Ondine Cloez & Kotomi Nishiwaki
The first word of the first poem of the first collection is basket
Performance – Saturday 21.12.2024 / 19.30
The reality,
what we do perceive of it,
we are translating
into tanka. We shout it
until something else appears.
A tanka is a short form of Japanese poetry in 31 syllables (5-7-5-7-7) that reveals something previously unseen or unknown: a feeling, a sensation, a memory, a wish, a fantasy. In their duet The first word of the first poem of the first collection is basket, the choreographers Ondine Cloez from France and Kotomi Nishiwaki from Japan translate everything that happens to them when they are on stage. It is a conversation in which past, present, misunderstandings, complicity and confusion mix. But it is also a performance of the feelings that run through their bodies between gentle whispers and violent screams.
BIOs
Ondine Cloez (1979) studied at PARTS, then at Exerce in 2002. Since then, she has worked as a performer with numerous choreographers, directors and artists (Antoine Defoort & Halory Goerger, Loïc Touzé, Linda Samaraweerova, Sara Manente, Grand Magasin, a.o) In 2018, she created her first piece Vacances vacance, followed by L’art de conserver la santé (2021) based on an anonymous 13th-century work: Regimen Sanitatis Salerniatnum, and its version for parks and gardens, La ballade des simples and a concert version Salerno. In 2020-21, she is artist-in-residence at Laboratoires d’Aubervilliers, where she offers performances, readings, workshops and lectures.
She regularly teaches in various higher art schools and universities.
Kotomi Nishiwaki (1978) studied in Zurich and then at PARTS. She is a performer, choreographer and actress. She has worked, among others, with and for Joao Fiadeiro, Meg Stuart on stage; and Isabel Coixet, Alex & David Pastor for cinema. In 2015 she moved to Barcelona and in 2017 founded Park Keito with Miquel Casaponsa, where they develop research and creation of stage projects. They are currently working on a new project ROKATEI, supported by La Caldera, Barcelona and AltoFest Napoli.
After meeting in 2000 while studying at PARTS, Ondine & Kotomi decided in 2021 to begin a long research project based on the first collection of Japanese poetry Man’yoshū or collection of the ten thousand leaves (of trees) whose first word of the first poem of the first collection is komoyo meaning basket.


▸ **PROBLEM TO WORK ON**
Repeat the entries without change, omitting the pictures.

[[ SUPPLIED RECORDS, beginning ]]

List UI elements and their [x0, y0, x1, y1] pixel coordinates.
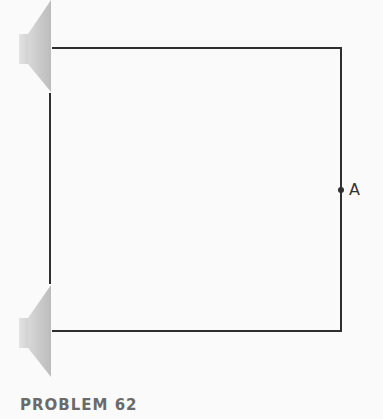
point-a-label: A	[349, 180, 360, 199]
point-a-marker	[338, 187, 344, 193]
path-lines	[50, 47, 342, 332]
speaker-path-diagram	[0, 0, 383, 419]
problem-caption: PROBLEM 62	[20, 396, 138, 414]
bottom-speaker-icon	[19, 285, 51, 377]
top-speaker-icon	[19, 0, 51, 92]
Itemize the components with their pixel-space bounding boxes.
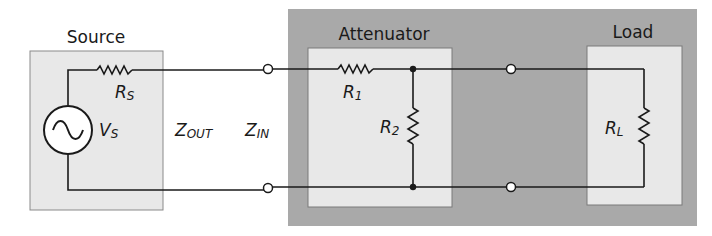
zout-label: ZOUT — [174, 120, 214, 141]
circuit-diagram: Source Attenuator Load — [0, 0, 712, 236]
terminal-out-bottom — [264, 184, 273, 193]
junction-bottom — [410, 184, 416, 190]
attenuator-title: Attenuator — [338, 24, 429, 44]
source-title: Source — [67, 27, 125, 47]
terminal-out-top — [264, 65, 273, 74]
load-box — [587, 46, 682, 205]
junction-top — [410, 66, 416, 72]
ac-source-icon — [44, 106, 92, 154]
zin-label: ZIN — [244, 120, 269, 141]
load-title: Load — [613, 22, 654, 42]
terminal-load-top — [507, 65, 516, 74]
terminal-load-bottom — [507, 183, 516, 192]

[[ SUPPLIED RECORDS, end ]]

▸ **REPLY TO THE TASK**
List UI elements and their [x0, y0, x1, y1] pixel coordinates.
point-a-label: A	[349, 180, 360, 199]
point-a-marker	[338, 187, 344, 193]
path-lines	[50, 47, 342, 332]
speaker-path-diagram	[0, 0, 383, 419]
problem-caption: PROBLEM 62	[20, 396, 138, 414]
bottom-speaker-icon	[19, 285, 51, 377]
top-speaker-icon	[19, 0, 51, 92]
Itemize the components with their pixel-space bounding boxes.
zout-label: ZOUT — [174, 120, 214, 141]
circuit-diagram: Source Attenuator Load — [0, 0, 712, 236]
terminal-out-bottom — [264, 184, 273, 193]
junction-bottom — [410, 184, 416, 190]
attenuator-title: Attenuator — [338, 24, 429, 44]
source-title: Source — [67, 27, 125, 47]
terminal-out-top — [264, 65, 273, 74]
load-box — [587, 46, 682, 205]
junction-top — [410, 66, 416, 72]
ac-source-icon — [44, 106, 92, 154]
zin-label: ZIN — [244, 120, 269, 141]
load-title: Load — [613, 22, 654, 42]
terminal-load-top — [507, 65, 516, 74]
terminal-load-bottom — [507, 183, 516, 192]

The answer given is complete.